GitHub’s REST API is less about "automating GitHub" and more about treating GitHub’s Git repository and social coding features as programmable building blocks for complex workflows.
Let’s say you want to automatically create a release branch every time a new tag is pushed. This isn’t something GitHub does out-of-the-box, but it’s trivial with the API.
First, we need to detect the tag push. Webhooks are the standard way to do this. You configure a webhook in your repository’s settings (Settings > Webhooks) that points to an endpoint you control. When a tag is pushed, GitHub sends a POST request to this endpoint with a JSON payload describing the event.
Here’s a snippet of what that payload might look like for a tag push:
{
"ref": "refs/tags/v1.2.3",
"before": "a1b2c3d4e5f67890abcdef1234567890abcdef12",
"after": "f0e9d8c7b6a54321fedcba9876543210fedcba98",
"ref_type": "tag",
"pusher": {
"name": "octocat",
"email": "octocat@example.com",
"username": "octocat"
},
"repository": {
"id": 12345,
"name": "Spoon-Knife",
"full_name": "octocat/Spoon-Knife",
"private": false,
// ... other repo details
},
"sender": {
"login": "octocat",
// ... other sender details
}
}
Your webhook receiver will parse this JSON. The key fields are ref (which will start with refs/tags/) and repository.full_name. From ref, you can extract the tag name (e.g., v1.2.3).
Once you have the tag name and repository, you can use the API to create a new branch. You’ll need a Personal Access Token (PAT) from GitHub with repo scope. You can generate one at github.com/settings/tokens.
The API endpoint for creating a reference (which includes branches and tags) is:
POST /repos/{owner}/{repo}/git/refs
The request body would look like this:
{
"ref": "refs/heads/release/v1.2.3",
"sha": "f0e9d8c7b6a54321fedcba9876543210fedcba98"
}
Here, ref specifies the new branch name (prefixed with refs/heads/), and sha is the commit SHA that this new branch should point to. You can get this sha from the after field in the webhook payload.
So, your webhook receiver would:
- Parse the incoming JSON payload.
- Check if
ref_typeistag. - Extract the tag name from
ref(e.g.,v1.2.3). - Extract the commit SHA from
after. - Extract the repository owner and name from
repository.full_name. - Make a
POSTrequest tohttps://api.github.com/repos/{owner}/{repo}/git/refswith a JSON body containing{"ref": "refs/heads/release/<tag_name>", "sha": "<commit_sha>"}. - Include an
Authorization: token <YOUR_PAT>header in your request.
This process effectively mirrors the tag push by creating a new branch pointing to the same commit. You can extend this by, for example, automatically creating an issue or an entry in a project board associated with that release.
The API isn’t just for creating things; it’s also for querying and updating. You can fetch repository contents, list commits, manage pull requests, add comments, and much more. The key is understanding the resource paths and the expected request/response formats. For example, to get repository details:
GET /repos/{owner}/{repo}
To get a list of branches:
GET /repos/{owner}/{repo}/branches
To get a list of tags:
GET /repos/{owner}/{repo}/tags
The GitHub API documentation is your best friend here. It details every endpoint, its parameters, and example responses.
One of the most powerful, yet often overlooked, aspects of the REST API is its ability to manage repository permissions and collaborators programmatically. You can add or remove users as collaborators, grant specific team permissions to repositories, and even manage organization-level settings if your token has the appropriate scope. This is crucial for automated onboarding or offboarding processes in larger teams.
The next logical step after automating branch creation based on tags is to automate the CI/CD pipeline trigger, or even better, use the API to manage the pipeline configurations themselves.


- **Your goal**
Among the lines of the records below, copy those that hold the word "Proktoringa".

- **Records**
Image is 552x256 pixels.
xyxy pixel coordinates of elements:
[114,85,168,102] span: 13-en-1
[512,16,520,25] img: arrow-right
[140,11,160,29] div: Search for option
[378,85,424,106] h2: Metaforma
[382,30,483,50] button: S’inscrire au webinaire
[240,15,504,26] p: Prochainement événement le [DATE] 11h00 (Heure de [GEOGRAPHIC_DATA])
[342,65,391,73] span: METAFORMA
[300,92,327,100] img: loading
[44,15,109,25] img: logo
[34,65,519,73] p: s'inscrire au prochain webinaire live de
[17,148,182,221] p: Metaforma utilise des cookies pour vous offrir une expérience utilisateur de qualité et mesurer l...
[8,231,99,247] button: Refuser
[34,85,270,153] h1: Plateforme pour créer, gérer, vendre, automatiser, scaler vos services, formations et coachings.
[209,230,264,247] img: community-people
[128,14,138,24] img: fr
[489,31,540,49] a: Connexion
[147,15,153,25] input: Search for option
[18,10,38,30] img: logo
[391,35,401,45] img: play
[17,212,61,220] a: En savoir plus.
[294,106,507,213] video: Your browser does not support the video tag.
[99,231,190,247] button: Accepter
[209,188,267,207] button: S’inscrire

==

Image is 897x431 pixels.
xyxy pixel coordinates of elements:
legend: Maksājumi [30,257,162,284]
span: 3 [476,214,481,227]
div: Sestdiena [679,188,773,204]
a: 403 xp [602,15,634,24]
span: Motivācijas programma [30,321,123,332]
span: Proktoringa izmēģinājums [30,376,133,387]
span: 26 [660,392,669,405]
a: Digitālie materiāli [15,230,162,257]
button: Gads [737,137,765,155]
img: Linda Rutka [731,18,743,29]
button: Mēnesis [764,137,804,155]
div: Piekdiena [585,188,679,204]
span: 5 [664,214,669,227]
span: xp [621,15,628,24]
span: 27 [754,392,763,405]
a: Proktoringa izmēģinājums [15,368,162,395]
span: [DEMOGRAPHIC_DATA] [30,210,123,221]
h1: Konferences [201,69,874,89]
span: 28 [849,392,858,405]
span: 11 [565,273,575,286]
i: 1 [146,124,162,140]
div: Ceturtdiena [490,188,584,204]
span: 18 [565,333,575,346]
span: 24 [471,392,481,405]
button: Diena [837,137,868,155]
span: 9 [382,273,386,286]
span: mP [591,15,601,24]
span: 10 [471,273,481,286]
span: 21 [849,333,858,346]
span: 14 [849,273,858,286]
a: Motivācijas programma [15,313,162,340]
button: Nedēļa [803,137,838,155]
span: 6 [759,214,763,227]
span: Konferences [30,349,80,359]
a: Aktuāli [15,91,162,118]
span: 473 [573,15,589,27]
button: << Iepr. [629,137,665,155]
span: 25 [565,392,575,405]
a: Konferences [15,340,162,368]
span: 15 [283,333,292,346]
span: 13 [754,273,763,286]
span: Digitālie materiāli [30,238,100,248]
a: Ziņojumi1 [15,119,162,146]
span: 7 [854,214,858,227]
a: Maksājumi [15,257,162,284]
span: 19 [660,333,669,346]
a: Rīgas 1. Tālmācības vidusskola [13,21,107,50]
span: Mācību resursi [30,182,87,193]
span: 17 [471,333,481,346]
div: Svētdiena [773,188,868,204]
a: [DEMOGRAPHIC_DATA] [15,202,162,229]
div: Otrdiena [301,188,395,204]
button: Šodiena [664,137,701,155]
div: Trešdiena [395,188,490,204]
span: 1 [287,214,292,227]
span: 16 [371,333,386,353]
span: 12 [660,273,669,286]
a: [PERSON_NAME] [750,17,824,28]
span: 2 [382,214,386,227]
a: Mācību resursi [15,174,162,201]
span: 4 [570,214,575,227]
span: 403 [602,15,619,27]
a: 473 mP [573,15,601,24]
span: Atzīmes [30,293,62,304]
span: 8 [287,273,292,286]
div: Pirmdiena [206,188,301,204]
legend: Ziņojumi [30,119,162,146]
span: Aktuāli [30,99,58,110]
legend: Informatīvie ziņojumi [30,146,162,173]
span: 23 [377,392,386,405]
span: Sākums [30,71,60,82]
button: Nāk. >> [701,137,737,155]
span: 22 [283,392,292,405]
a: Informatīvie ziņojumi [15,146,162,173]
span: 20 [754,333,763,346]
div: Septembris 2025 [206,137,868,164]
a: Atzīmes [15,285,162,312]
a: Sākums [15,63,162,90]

- **Response area**
span: Proktoringa izmēģinājums [30,376,133,387]
a: Proktoringa izmēģinājums [15,368,162,395]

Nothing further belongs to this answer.